I have always appreciated Clyburn’s wisdom, his passion, and his commitment to his constituents. But most of all, I have admired the optimism of this child of the South, who grew up hemmed in by Jim Crow’s separate and unequal grip, yet who believed in the innate goodness of America and its people. Clyburn put his own life on the line to drag the country — kicking and screaming — into a more just future.

He was convinced, I believe, that no matter how off balance America might become, the country would eventually right itself.

A lot has changed since that afternoon, when he sat at a long table, signing books and chatting in the Harvey B. Gantt Center for African-American Arts + Culture in Charlotte, North Carolina, right beside his beloved wife.
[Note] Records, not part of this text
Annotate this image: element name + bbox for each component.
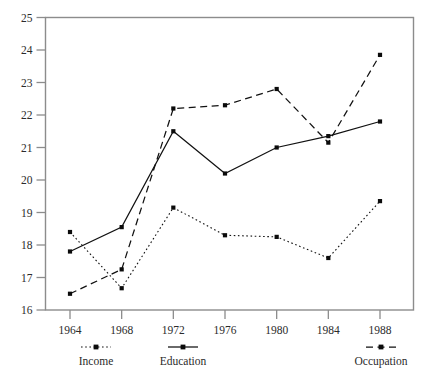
y-tick-label: 19 [21,207,33,219]
data-point-income [68,230,72,234]
data-point-income [326,256,330,260]
data-point-education [275,145,279,149]
x-axis-ticks [70,310,380,319]
y-tick-label: 20 [21,174,33,186]
data-point-occupation [120,267,124,271]
y-axis-tick-labels: 16171819202122232425 [21,12,33,317]
legend-item-income: Income [79,345,113,367]
x-tick-label: 1980 [265,324,288,336]
x-tick-label: 1976 [214,324,237,336]
data-point-occupation [171,106,175,110]
x-axis-tick-labels: 1964196819721976198019841988 [59,324,392,336]
data-point-education [68,249,72,253]
y-tick-label: 24 [21,44,33,56]
y-axis-ticks [37,18,46,311]
y-tick-label: 18 [21,239,33,251]
data-point-income [275,235,279,239]
data-point-education [326,134,330,138]
data-point-occupation [275,87,279,91]
legend-label: Education [160,355,207,367]
x-tick-label: 1984 [317,324,340,336]
legend-label: Income [79,355,113,367]
y-tick-label: 22 [21,109,33,121]
legend-marker [181,345,186,350]
legend-marker [379,345,384,350]
legend-item-occupation: Occupation [354,345,407,368]
data-point-income [378,199,382,203]
data-point-income [223,233,227,237]
y-tick-label: 23 [21,77,33,89]
legend-label: Occupation [354,355,407,368]
data-point-education [120,225,124,229]
series-markers-group [68,53,382,296]
legend-marker [94,345,99,350]
y-tick-label: 16 [21,304,33,316]
data-point-occupation [326,141,330,145]
x-tick-label: 1988 [369,324,392,336]
line-chart: 16171819202122232425 1964196819721976198… [0,0,436,381]
x-tick-label: 1964 [59,324,82,336]
x-tick-label: 1968 [110,324,133,336]
data-point-income [171,206,175,210]
series-line-income [70,201,380,288]
chart-legend: IncomeEducationOccupation [79,345,408,368]
y-tick-label: 25 [21,12,33,24]
y-tick-label: 17 [21,272,33,284]
data-point-occupation [223,103,227,107]
data-point-education [378,119,382,123]
x-tick-label: 1972 [162,324,185,336]
legend-item-education: Education [160,345,207,367]
data-point-education [223,171,227,175]
data-point-income [120,286,124,290]
plot-frame [46,18,414,311]
data-point-education [171,129,175,133]
data-point-occupation [378,53,382,57]
chart-canvas: 16171819202122232425 1964196819721976198… [0,0,436,381]
y-tick-label: 21 [21,142,33,154]
data-point-occupation [68,292,72,296]
series-line-education [70,122,380,252]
Emily Clyburn, a passionate civil rights activist, died in 2019, though Clyburn often references her wise words.That optimism, however, has lost its glow.
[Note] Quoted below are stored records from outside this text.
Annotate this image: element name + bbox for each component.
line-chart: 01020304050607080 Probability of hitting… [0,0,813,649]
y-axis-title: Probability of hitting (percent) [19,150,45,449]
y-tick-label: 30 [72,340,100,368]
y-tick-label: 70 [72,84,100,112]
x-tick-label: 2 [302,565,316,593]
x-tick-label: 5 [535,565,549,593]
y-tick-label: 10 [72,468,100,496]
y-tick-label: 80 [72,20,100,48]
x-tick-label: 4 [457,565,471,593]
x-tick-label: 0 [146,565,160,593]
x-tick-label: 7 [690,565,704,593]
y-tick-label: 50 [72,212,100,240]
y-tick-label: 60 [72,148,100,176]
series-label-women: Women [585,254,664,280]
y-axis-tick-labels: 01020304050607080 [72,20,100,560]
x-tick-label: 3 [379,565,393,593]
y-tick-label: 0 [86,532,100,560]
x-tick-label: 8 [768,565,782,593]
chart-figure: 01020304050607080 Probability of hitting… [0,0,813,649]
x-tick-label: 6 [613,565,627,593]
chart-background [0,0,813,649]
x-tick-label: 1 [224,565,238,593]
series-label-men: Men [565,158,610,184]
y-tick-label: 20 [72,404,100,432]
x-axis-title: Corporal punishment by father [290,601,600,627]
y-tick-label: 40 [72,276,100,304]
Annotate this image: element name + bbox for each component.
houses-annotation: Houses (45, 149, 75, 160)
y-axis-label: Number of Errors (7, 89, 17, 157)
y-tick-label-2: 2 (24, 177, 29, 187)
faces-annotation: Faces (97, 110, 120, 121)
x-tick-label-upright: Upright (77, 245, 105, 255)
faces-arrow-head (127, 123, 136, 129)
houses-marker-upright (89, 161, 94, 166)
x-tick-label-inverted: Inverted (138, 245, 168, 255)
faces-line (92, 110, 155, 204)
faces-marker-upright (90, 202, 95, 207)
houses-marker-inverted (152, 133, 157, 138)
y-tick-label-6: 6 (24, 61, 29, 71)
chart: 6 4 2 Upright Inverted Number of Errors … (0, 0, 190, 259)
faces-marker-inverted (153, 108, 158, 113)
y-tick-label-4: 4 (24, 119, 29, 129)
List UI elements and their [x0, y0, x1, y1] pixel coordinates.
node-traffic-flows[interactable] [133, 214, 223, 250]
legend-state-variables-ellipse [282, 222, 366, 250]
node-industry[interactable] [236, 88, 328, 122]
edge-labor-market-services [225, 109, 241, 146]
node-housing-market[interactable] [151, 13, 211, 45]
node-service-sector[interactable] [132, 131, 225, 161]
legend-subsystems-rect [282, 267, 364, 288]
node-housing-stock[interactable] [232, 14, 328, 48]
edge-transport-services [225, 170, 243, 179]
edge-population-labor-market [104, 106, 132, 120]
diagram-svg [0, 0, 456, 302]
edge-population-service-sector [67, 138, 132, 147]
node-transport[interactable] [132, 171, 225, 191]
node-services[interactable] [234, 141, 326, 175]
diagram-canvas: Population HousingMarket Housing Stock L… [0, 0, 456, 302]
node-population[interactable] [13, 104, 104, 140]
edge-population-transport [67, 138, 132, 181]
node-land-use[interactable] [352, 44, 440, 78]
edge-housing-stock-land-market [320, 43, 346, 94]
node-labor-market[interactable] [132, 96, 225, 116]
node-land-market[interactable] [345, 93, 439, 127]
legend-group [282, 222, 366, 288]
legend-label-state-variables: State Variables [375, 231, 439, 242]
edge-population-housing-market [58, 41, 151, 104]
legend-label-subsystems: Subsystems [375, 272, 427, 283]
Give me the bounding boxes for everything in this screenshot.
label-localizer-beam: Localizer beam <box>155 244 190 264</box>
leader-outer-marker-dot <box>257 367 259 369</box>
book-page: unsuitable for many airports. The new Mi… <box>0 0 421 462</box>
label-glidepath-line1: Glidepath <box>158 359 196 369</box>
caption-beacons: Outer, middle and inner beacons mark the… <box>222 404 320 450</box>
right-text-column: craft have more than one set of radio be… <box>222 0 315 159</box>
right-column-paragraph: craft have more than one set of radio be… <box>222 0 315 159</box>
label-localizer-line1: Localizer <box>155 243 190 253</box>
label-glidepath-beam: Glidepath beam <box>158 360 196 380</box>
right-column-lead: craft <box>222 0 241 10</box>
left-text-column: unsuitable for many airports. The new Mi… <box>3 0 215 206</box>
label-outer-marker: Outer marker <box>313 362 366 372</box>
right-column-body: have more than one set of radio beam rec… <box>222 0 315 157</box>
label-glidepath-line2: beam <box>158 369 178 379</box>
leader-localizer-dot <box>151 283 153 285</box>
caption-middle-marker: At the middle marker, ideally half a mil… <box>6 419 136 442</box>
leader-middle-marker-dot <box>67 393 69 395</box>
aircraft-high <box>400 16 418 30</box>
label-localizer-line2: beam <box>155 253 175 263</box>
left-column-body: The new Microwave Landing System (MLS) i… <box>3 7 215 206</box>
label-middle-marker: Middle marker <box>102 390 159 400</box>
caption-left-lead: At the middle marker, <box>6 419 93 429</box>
Clyburn’s worries drove our conversation in July 2021, the second of two times he was a guest on my CQ Roll Call “Equal Time” podcast. The topic was voting rights, and Clyburn had opinions about the Senate procedure that would eventually stall legislation to reform those rights and restore provisions invalidated by a Supreme Court decision in 2013.

“When it comes to the constitutional issues like voting, guaranteed to Blacks by the 15th Amendment to the United States Constitution, that should not be filibustered,” he said. And about restrictive laws being passed in states? “I want you to call it what it is. Use the word: nullification. It is voter nullification.”

“This isn’t about just voting; this is about whether or not we will have a democracy or an autocracy.”

With those remarks in the back of my mind, it was still startling to hear Clyburn last week on MSNBC, talking about his GOP House colleagues, including Minority Leader Kevin McCarthy of California, and their waffling about complying with subpoenas from the House select committee investigating the January 6, 2021, attack.

When asked if the government and Capitol Hill could “be fixed,” Clyburn, known for his philosophical “this too shall pass” mantra, instead replied, “I don’t know.” He talked about threats to undermine democracy and said the country is “teetering on the edge.”

And that was before the shooting in Buffalo that claimed the lives of ten beautiful Americans doing something as routine as Saturday supermarket shopping. African Americans were targeted by an 18-year-old who wore his “white supremacist” label like a badge of honor in a heavily plagiarized racist screed, a man whose stated goal was to “kill as many blacks as possible.”

Is it any wonder Clyburn’s optimism has been waning in these times?

Among Clyburn’s current House colleagues sits Rep. Elise Stefanik of New York, the number three House Republican, whose Facebook ads echoed the “replacement” conspiracy theory swallowed hook, line and sinker by the Buffalo shooter. “Radical Democrats are planning their most aggressive move yet: a PERMANENT ELECTION INSURRECTION,” was one message shared by the once moderate congresswoman, who replaced Wyoming Republican Liz Cheney in House leadership.

Rep. Scott Perry (R-PA) has said many Americans believe “we’re replacing national-born American — native-born Americans — to permanently transform the political landscape of this very nation.”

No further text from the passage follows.